The policy response in the U.S. following the financial crisis was also mediated by  the  political consideration that an output collapse should be averted at all cost. Collective memory has a role to play in the political choices  nations make. Thus the Americans are perhaps haunted by the experience of the Great Depression when unemployment exceeded 25 per cent. This makes them unemployment averse. On the other hand, the Germans appear to be inflation averse, and you can hardly blame them for it. Inflation in the Weimar Republic had, at its peak in 1923, reached a vertiginous 32,000 per cent per month. There is a lesson in this for us, that India’s institutional architecture should reflect its own peculiarities and goals rather than be guided by pure theoretical constructs, allegedly based on some universal truth.



 

Inflation targeting

When the idea of inflation targeting had gained prominence in academia, the Federal Reserve had been lectured for not focussing on inflation. However, it is interesting to note that the U.S. has done far better than Europe in terms of employment post-crisis. Moreover, its record as far as inflationary expectations, and thus inflation, is concerned is no worse than that of countries with central banks that pursue inflation targeting. This is not surprising, for, as stated on its website, the Federal Reserve “is firmly committed to fulfilling its statutory mandate from the Congress of promoting maximum employment, stable prices and moderate long-term interest rates”. By contrast, the Draft IFC declares that “The objective of monetary policy is to achieve price stability while striking a balance with the objective of the Central Government to achieve growth.” The point is that if the RBI is to pursue an inflation target set by the government it must  willy-nilly accept the growth that is got.
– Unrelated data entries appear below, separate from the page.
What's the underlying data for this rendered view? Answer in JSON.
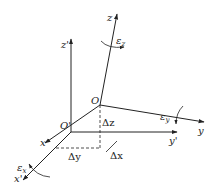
{
  "diagram": {
    "type": "coordinate-frame-displacement",
    "colors": {
      "stroke": "#222222",
      "background": "#ffffff"
    },
    "origins": [
      {
        "id": "O",
        "label": "O",
        "x": 100,
        "y": 105
      },
      {
        "id": "O_prime",
        "label": "O'",
        "x": 71,
        "y": 132
      }
    ],
    "axes": [
      {
        "id": "z",
        "label": "z",
        "from": "O",
        "to": [
          117,
          13
        ]
      },
      {
        "id": "y",
        "label": "y",
        "from": "O",
        "to": [
          205,
          122
        ]
      },
      {
        "id": "x",
        "label": "x",
        "from": "O",
        "to": [
          44,
          144
        ]
      },
      {
        "id": "z_prime",
        "label": "z'",
        "from": "O_prime",
        "to": [
          71,
          38
        ]
      },
      {
        "id": "y_prime",
        "label": "y'",
        "from": "O_prime",
        "to": [
          178,
          132
        ]
      },
      {
        "id": "x_prime",
        "label": "x'",
        "from": "O_prime",
        "to": [
          22,
          181
        ]
      }
    ],
    "displacements": [
      {
        "id": "dz",
        "label": "Δz"
      },
      {
        "id": "dx",
        "label": "Δx"
      },
      {
        "id": "dy",
        "label": "Δy"
      }
    ],
    "rotations": [
      {
        "id": "eps_z",
        "symbol": "ε",
        "subscript": "z"
      },
      {
        "id": "eps_y",
        "symbol": "ε",
        "subscript": "y"
      },
      {
        "id": "eps_x",
        "symbol": "ε",
        "subscript": "x"
      }
    ]
  },
  "labels": {
    "z": "z",
    "y": "y",
    "x": "x",
    "z_prime": "z'",
    "y_prime": "y'",
    "x_prime": "x'",
    "O": "O",
    "O_prime": "O'",
    "dz": "Δz",
    "dx": "Δx",
    "dy": "Δy",
    "eps": "ε",
    "eps_z_sub": "z",
    "eps_y_sub": "y",
    "eps_x_sub": "x"
  }
}
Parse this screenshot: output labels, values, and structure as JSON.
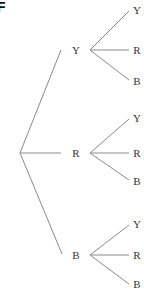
{
  "figure": {
    "corner_label": "F",
    "root": "",
    "level1": [
      {
        "label": "Y",
        "children": [
          "Y",
          "R",
          "B"
        ]
      },
      {
        "label": "R",
        "children": [
          "Y",
          "R",
          "B"
        ]
      },
      {
        "label": "B",
        "children": [
          "Y",
          "R",
          "B"
        ]
      }
    ],
    "colors": {
      "edge": "#8a8a8a",
      "text": "#333333"
    }
  }
}
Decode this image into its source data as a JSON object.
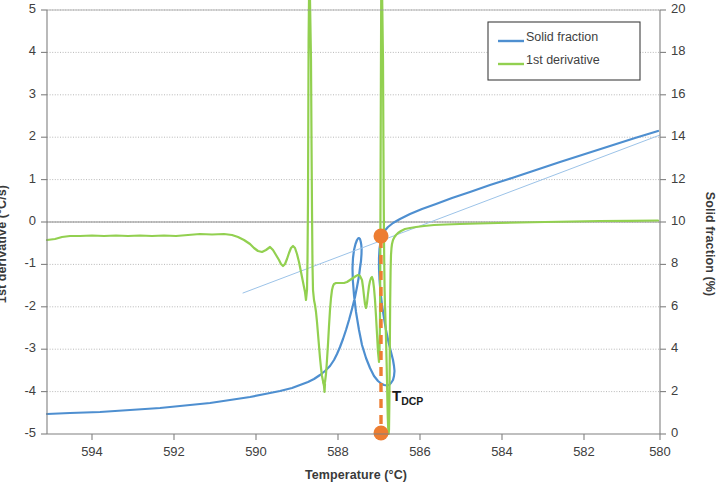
{
  "chart_data": {
    "type": "line",
    "title": "",
    "xlabel": "Temperature (°C)",
    "x_axis": {
      "label": "Temperature (°C)",
      "ticks": [
        594,
        592,
        590,
        588,
        586,
        584,
        582,
        580
      ],
      "xlim": [
        595.05,
        580
      ],
      "reversed": true
    },
    "y_axis_left": {
      "label": "1st derivative (°C/s)",
      "ticks": [
        5,
        4,
        3,
        2,
        1,
        0,
        -1,
        -2,
        -3,
        -4,
        -5
      ],
      "ylim": [
        -5,
        5
      ],
      "color": "#404040"
    },
    "y_axis_right": {
      "label": "Solid fraction (%)",
      "ticks": [
        20,
        18,
        16,
        14,
        12,
        10,
        8,
        6,
        4,
        2,
        0
      ],
      "ylim": [
        0,
        20
      ],
      "color": "#404040"
    },
    "grid": true,
    "legend": {
      "position": "top-right",
      "entries": [
        {
          "label": "Solid fraction",
          "color": "#4e8fd0",
          "axis": "right"
        },
        {
          "label": "1st derivative",
          "color": "#92d050",
          "axis": "left"
        }
      ]
    },
    "annotations": [
      {
        "name": "tdcp-label",
        "text": "T",
        "subscript": "DCP",
        "x": 586.6,
        "y_left": -4.1
      },
      {
        "name": "tdcp-marker-upper",
        "type": "point",
        "color": "#ed7d31",
        "x": 587.05,
        "y_left": -0.18,
        "y_right": 9.8
      },
      {
        "name": "tdcp-marker-lower",
        "type": "point",
        "color": "#ed7d31",
        "x": 587.05,
        "y_left": -5.0,
        "y_right": 0.0
      },
      {
        "name": "tdcp-dashed-line",
        "type": "vertical-dashed",
        "color": "#ed7d31",
        "x": 587.05,
        "y_from_left": -0.18,
        "y_to_left": -5.0
      }
    ],
    "series": [
      {
        "name": "Solid fraction",
        "color": "#4e8fd0",
        "axis": "right",
        "width": 2.2,
        "points_px": [
          [
            47,
            414
          ],
          [
            70,
            413
          ],
          [
            100,
            412
          ],
          [
            130,
            410
          ],
          [
            160,
            408
          ],
          [
            190,
            405
          ],
          [
            210,
            403
          ],
          [
            230,
            400
          ],
          [
            250,
            397
          ],
          [
            265,
            394
          ],
          [
            280,
            391
          ],
          [
            292,
            388
          ],
          [
            300,
            385
          ],
          [
            308,
            382
          ],
          [
            314,
            379
          ],
          [
            320,
            375
          ],
          [
            325,
            371
          ],
          [
            330,
            366
          ],
          [
            334,
            360
          ],
          [
            337,
            354
          ],
          [
            340,
            347
          ],
          [
            343,
            339
          ],
          [
            346,
            330
          ],
          [
            349,
            320
          ],
          [
            352,
            309
          ],
          [
            355,
            297
          ],
          [
            357,
            287
          ],
          [
            359,
            276
          ],
          [
            360,
            268
          ],
          [
            361,
            261
          ],
          [
            361.5,
            254
          ],
          [
            361.6,
            249
          ],
          [
            361.3,
            245
          ],
          [
            360.8,
            242
          ],
          [
            360,
            239
          ],
          [
            359,
            238
          ],
          [
            358,
            238.5
          ],
          [
            357,
            240
          ],
          [
            355.5,
            244
          ],
          [
            354,
            250
          ],
          [
            353,
            258
          ],
          [
            352.5,
            268
          ],
          [
            352.8,
            280
          ],
          [
            354,
            295
          ],
          [
            356,
            312
          ],
          [
            359,
            330
          ],
          [
            362,
            345
          ],
          [
            366,
            358
          ],
          [
            370,
            368
          ],
          [
            374,
            376
          ],
          [
            378,
            381
          ],
          [
            381,
            383.5
          ],
          [
            384,
            385
          ],
          [
            387,
            385.5
          ],
          [
            389,
            385
          ],
          [
            391,
            383
          ],
          [
            393,
            380
          ],
          [
            394,
            376
          ],
          [
            394.5,
            371
          ],
          [
            394,
            366
          ],
          [
            393,
            360
          ],
          [
            391,
            352
          ],
          [
            388.5,
            342
          ],
          [
            386,
            330
          ],
          [
            384,
            318
          ],
          [
            382,
            305
          ],
          [
            380.5,
            292
          ],
          [
            379.5,
            280
          ],
          [
            379,
            268
          ],
          [
            379,
            258
          ],
          [
            379.5,
            249
          ],
          [
            380.5,
            242
          ],
          [
            382,
            236
          ],
          [
            384.5,
            231
          ],
          [
            388,
            227
          ],
          [
            393,
            223
          ],
          [
            400,
            219
          ],
          [
            410,
            214
          ],
          [
            422,
            209
          ],
          [
            436,
            204
          ],
          [
            452,
            198
          ],
          [
            470,
            192
          ],
          [
            490,
            185
          ],
          [
            512,
            178
          ],
          [
            536,
            170
          ],
          [
            560,
            162
          ],
          [
            585,
            154
          ],
          [
            610,
            146
          ],
          [
            635,
            138
          ],
          [
            658,
            131
          ]
        ]
      },
      {
        "name": "Solid fraction baseline",
        "color": "#9cc3e8",
        "axis": "right",
        "width": 1.0,
        "points_px": [
          [
            243,
            293
          ],
          [
            660,
            135
          ]
        ]
      },
      {
        "name": "1st derivative",
        "color": "#92d050",
        "axis": "left",
        "width": 2.2,
        "points_px": [
          [
            47,
            240
          ],
          [
            55,
            239
          ],
          [
            62,
            237
          ],
          [
            70,
            236
          ],
          [
            80,
            236
          ],
          [
            92,
            235.5
          ],
          [
            104,
            236
          ],
          [
            116,
            235.5
          ],
          [
            128,
            236
          ],
          [
            140,
            235.5
          ],
          [
            152,
            236
          ],
          [
            164,
            235.5
          ],
          [
            176,
            236
          ],
          [
            188,
            235
          ],
          [
            200,
            234
          ],
          [
            212,
            234.5
          ],
          [
            224,
            234
          ],
          [
            232,
            235
          ],
          [
            238,
            237
          ],
          [
            244,
            240
          ],
          [
            250,
            244
          ],
          [
            254,
            248
          ],
          [
            258,
            251
          ],
          [
            262,
            252
          ],
          [
            266,
            250
          ],
          [
            270,
            247
          ],
          [
            273,
            250
          ],
          [
            276,
            255
          ],
          [
            279,
            260
          ],
          [
            281,
            264
          ],
          [
            283,
            266
          ],
          [
            285,
            264
          ],
          [
            287,
            259
          ],
          [
            289,
            253
          ],
          [
            291,
            248
          ],
          [
            293,
            246
          ],
          [
            295,
            248
          ],
          [
            297,
            254
          ],
          [
            299,
            262
          ],
          [
            301,
            272
          ],
          [
            303,
            282
          ],
          [
            305,
            292
          ],
          [
            306,
            300
          ],
          [
            307,
            290
          ],
          [
            307.5,
            260
          ],
          [
            308,
            200
          ],
          [
            308.3,
            120
          ],
          [
            308.6,
            40
          ],
          [
            309,
            0
          ],
          [
            310,
            0
          ],
          [
            311,
            60
          ],
          [
            311.5,
            140
          ],
          [
            312,
            210
          ],
          [
            312.5,
            265
          ],
          [
            313,
            290
          ],
          [
            314,
            300
          ],
          [
            315,
            305
          ],
          [
            316,
            312
          ],
          [
            317,
            322
          ],
          [
            318,
            334
          ],
          [
            319,
            346
          ],
          [
            320,
            358
          ],
          [
            321,
            368
          ],
          [
            322,
            376
          ],
          [
            323,
            381
          ],
          [
            324,
            384
          ],
          [
            325,
            382
          ],
          [
            326,
            374
          ],
          [
            327,
            360
          ],
          [
            328,
            344
          ],
          [
            329,
            326
          ],
          [
            330,
            310
          ],
          [
            331,
            298
          ],
          [
            332,
            290
          ],
          [
            333,
            286
          ],
          [
            334,
            284
          ],
          [
            336,
            283
          ],
          [
            338,
            283
          ],
          [
            341,
            283
          ],
          [
            344,
            283
          ],
          [
            347,
            282
          ],
          [
            350,
            280
          ],
          [
            353,
            278
          ],
          [
            356,
            276
          ],
          [
            358,
            275
          ],
          [
            360,
            276
          ],
          [
            362,
            280
          ],
          [
            363,
            287
          ],
          [
            364,
            296
          ],
          [
            365,
            304
          ],
          [
            366,
            308
          ],
          [
            367,
            303
          ],
          [
            368,
            294
          ],
          [
            369,
            286
          ],
          [
            370,
            281
          ],
          [
            371,
            278
          ],
          [
            372,
            277
          ],
          [
            373,
            280
          ],
          [
            374,
            288
          ],
          [
            375,
            300
          ],
          [
            376,
            316
          ],
          [
            377,
            334
          ],
          [
            378,
            352
          ],
          [
            379,
            362
          ],
          [
            379.5,
            350
          ],
          [
            380,
            320
          ],
          [
            380.3,
            260
          ],
          [
            380.6,
            170
          ],
          [
            380.9,
            80
          ],
          [
            381.2,
            0
          ],
          [
            382.2,
            0
          ],
          [
            383,
            60
          ],
          [
            383.4,
            140
          ],
          [
            383.8,
            210
          ],
          [
            384.2,
            260
          ],
          [
            384.6,
            290
          ],
          [
            385,
            305
          ],
          [
            385.4,
            318
          ],
          [
            385.8,
            330
          ],
          [
            386.2,
            345
          ],
          [
            386.6,
            362
          ],
          [
            387,
            380
          ],
          [
            387.4,
            400
          ],
          [
            387.8,
            418
          ],
          [
            388.2,
            428
          ],
          [
            388.6,
            434
          ],
          [
            389,
            430
          ],
          [
            389.4,
            400
          ],
          [
            389.8,
            350
          ],
          [
            390.2,
            300
          ],
          [
            390.6,
            270
          ],
          [
            391,
            255
          ],
          [
            391.5,
            248
          ],
          [
            392,
            244
          ],
          [
            393,
            240
          ],
          [
            394.5,
            237
          ],
          [
            396,
            235
          ],
          [
            398,
            233
          ],
          [
            401,
            231
          ],
          [
            405,
            229
          ],
          [
            410,
            228
          ],
          [
            416,
            227
          ],
          [
            424,
            226
          ],
          [
            434,
            225
          ],
          [
            446,
            224.5
          ],
          [
            460,
            224
          ],
          [
            478,
            223.5
          ],
          [
            498,
            223
          ],
          [
            520,
            222.5
          ],
          [
            545,
            222
          ],
          [
            572,
            221.5
          ],
          [
            600,
            221
          ],
          [
            630,
            220.8
          ],
          [
            658,
            220.5
          ]
        ]
      },
      {
        "name": "1st derivative spike trough",
        "color": "#92d050",
        "axis": "left",
        "width": 2.2,
        "points_px": [
          [
            323,
            381
          ],
          [
            324,
            386
          ],
          [
            324.5,
            392
          ],
          [
            325,
            384
          ]
        ]
      }
    ]
  },
  "legend": {
    "solid_fraction_label": "Solid fraction",
    "first_derivative_label": "1st derivative"
  },
  "axes": {
    "x_title": "Temperature (°C)",
    "y_left_title": "1st derivative (°C/s)",
    "y_right_title": "Solid fraction (%)",
    "x_ticks": [
      "594",
      "592",
      "590",
      "588",
      "586",
      "584",
      "582",
      "580"
    ],
    "y_left_ticks": [
      "5",
      "4",
      "3",
      "2",
      "1",
      "0",
      "-1",
      "-2",
      "-3",
      "-4",
      "-5"
    ],
    "y_right_ticks": [
      "20",
      "18",
      "16",
      "14",
      "12",
      "10",
      "8",
      "6",
      "4",
      "2",
      "0"
    ]
  },
  "annotation": {
    "tdcp_main": "T",
    "tdcp_sub": "DCP"
  },
  "colors": {
    "solid_fraction": "#4e8fd0",
    "first_derivative": "#92d050",
    "marker": "#ed7d31",
    "grid": "#808080",
    "axis": "#808080"
  }
}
An argument for inflation targeting I have heard made at the highest level of India’s economic policy-making establishment is that in the long run there is no trade-off between inflation and unemployment. This is an assertion more ambiguous than it sounds. If it is a period of undefined duration that is meant by “long run” then we can never be assured that in this long run we are not simply in yet another short run. Alternatively, the long run could be seen as that state in which the economy has self-corrected and, ergo, there is no unemployment. Long ago, the economist, John Maynard Keynes, had restored perspective to this thought experiment. He had remarked “The long run is a misleading guide to current affairs. In the long run we are all dead. Economists set themselves too easy, too useless a task, if in tempestuous seasons they can only tell us that when the storm is long past the ocean is flat again.”

Note issue

So, what should the RBI be doing? Well, it should focus on output at least as much as it does on inflation, but this sits uncomfortably with the mandate of inflation targeting that is proposed in the draft IFC. Then it should continue its historic role of supervising the financial system, in which task it has done the Indian citizen proud by discharging itself without fear or favour. But there is a task on which it may have slipped a bit of late. Amid all the highfalutin talk of “anchoring expectations”, “forward guidance” and “the natural level of output”, it seems to have been forgotten that the RBI has the monopoly on the note issue, one granted with a view to facilitating economic exchange. Today, extreme hardship is caused by a shortage of small denomination currency notes in the bazaar. This raises transaction costs as agents struggle to make payment. And when the notes of the desired denomination are finally to be had they are so worn and soiled that it takes the joy out of truck and barter. Money may be a store of value, but it is also a medium of exchange. Surely the very thought of sparkling rupee notes  should be enough to bring together a proudly independent RBI and a government sworn to swachtha.

(Pulapre Balakrishnan teaches economics at Ashoka University.)